The issue of 'authenticity' inevitably surfaces when ethnic foods of any type, Chinese or other, are evaluated. I have often wondered to what extent "foodie snobbism" is at work.  Food dishes, like language, evolve over time and differ over space. Can there be a single recipe that is the authentic version for a dish? Who 'decides,' and using what yardstick, whether a dish is 'authentic'? And, is authenticity the end all which trumps even 'great taste'?
      I recently stumbled upon an arcane but thought-provoking analysis of this issue as it applies to recipes in Chinese American cookbooks, past and present:  "Authentic” Chinese Food: Chinese American Cookbooks and the Regulation of Ethnic Identity   It is a revised version of Malindo Lo's 2000 master’s thesis in Regional Studies-East Asia at Harvard that was presented at the Association for Asian American Studies conference in 2001.
      Here are a few brief excerpts worth chewing on:
... “authentic,” ... functions as a norm or ideal against which cultural practices having to do with food are compared. The idea of the “authentic” thus produces foods, practices, and people who are constrained by that ideal. It demarcates those who fit within the regulated space of the authentic from those who do not; it separates the “authentic” Chinese from the “inauthentic” (Chinese) American.
     "In many Chinese cookbooks published in America, the word “exotic” is used over and over, resulting in the representation of a cuisine that is unknowable yet simultaneously subject to Western authority.... the reader is confronted by the constant, contradictory reiteration of Chinese food as complex and baffling, but which can nonetheless be easily mastered by the Western chef who follows the instructions presented.
... If Orientalism is “a Western style for dominating, restructuring, and having authority over the Orient,” are these Chinese American cookbook authors merely complicit in the Orientalist enterprise? Their presentations of Chinese cuisine are often overt attempts to dominate and restructure—to authorize—particular versions of Chinese culture.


- **What to do**
If a line in the entries contains the string "bottom", include that line in your answer.
===
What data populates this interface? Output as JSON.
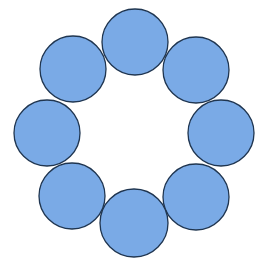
{
  "diagram": {
    "type": "ring-of-circles",
    "width": 266,
    "height": 269,
    "background": "#ffffff",
    "fill_color": "#7aaae6",
    "stroke_color": "#1f3550",
    "stroke_width": 1.3,
    "circle_count": 8,
    "circles": [
      {
        "name": "circle-top",
        "cx": 135,
        "cy": 42,
        "r": 33
      },
      {
        "name": "circle-top-right",
        "cx": 196,
        "cy": 70,
        "r": 33
      },
      {
        "name": "circle-right",
        "cx": 221,
        "cy": 133,
        "r": 33
      },
      {
        "name": "circle-bottom-right",
        "cx": 196,
        "cy": 197,
        "r": 33
      },
      {
        "name": "circle-bottom",
        "cx": 134,
        "cy": 223,
        "r": 34
      },
      {
        "name": "circle-bottom-left",
        "cx": 72,
        "cy": 196,
        "r": 33
      },
      {
        "name": "circle-left",
        "cx": 47,
        "cy": 133,
        "r": 33
      },
      {
        "name": "circle-top-left",
        "cx": 73,
        "cy": 69,
        "r": 33
      }
    ]
  }
}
===
- **Answer space**
        "name": "circle-bottom-right",
        "name": "circle-bottom",
        "name": "circle-bottom-left",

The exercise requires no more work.